In its 12 Northern California micro food halls, the company operates one kitchen and prepares items from many menus. Unlike ghost kitchens, it offers a dine-in space. And unlike many ghost kitchens, it’s succeeding.
The locations are humming and achieving unit-level profitability, according to company execs. The company boasts that it has served 10 percent of San Francisco households. It has raised $75 million so far, with $40 million coming in its most recent raise.
“We believe this type of model has the potential for rapid growth and will be as disruptive to the restaurant industry as fast casual led by Chipotle in the 1990s and before it fast food drive-thru led by McDonald’s in the 1960s,” wrote CEO Jon Goldsmith, who formerly was a software engineer with DoorDash, in a June 25 blog post.

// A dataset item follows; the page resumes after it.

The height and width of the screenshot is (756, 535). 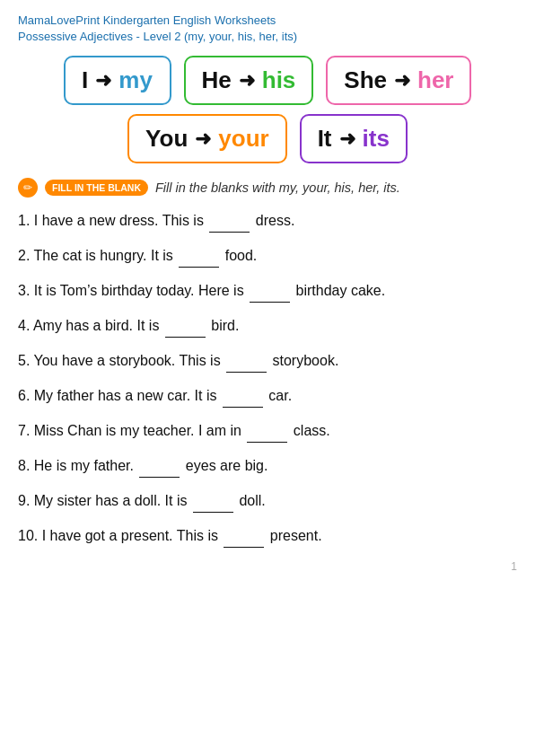 I want to click on possessive-his: his, so click(x=279, y=81).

That’s bold. It still needs to prove it can play in the rest of the Golden State before it can be thought of as anything resembling the Golden Arches. Yet Goldsmith is confident. In his post he refers to ghost kitchens as a boondoggle and charges that most took shortcuts to squeeze out a role for themselves.
Local Kitchens may have a well-earned space in the industry but its glide path has had its own turbulence. In 2022, it had announced plans for locations in Folsom and Citrus Heights, which it later abandoned.
But the company now has increased resources to move intentionally. Will the concept one day work outside the Bay Area? Goldsmith explains why it will.
“Multi-brand restaurants are more efficient on labor and rent and use technology to automate high-throughput kitchens optimized for digital ordering, creating more opportunity to invest in fresh food preparation and last-mile delivery service without jacking up prices,” he said in his post. “Local Kitchens can preserve the magic of food as a means to bring people together by participating in local communities rather than acting as ‘dark’ digital-only infrastructure.”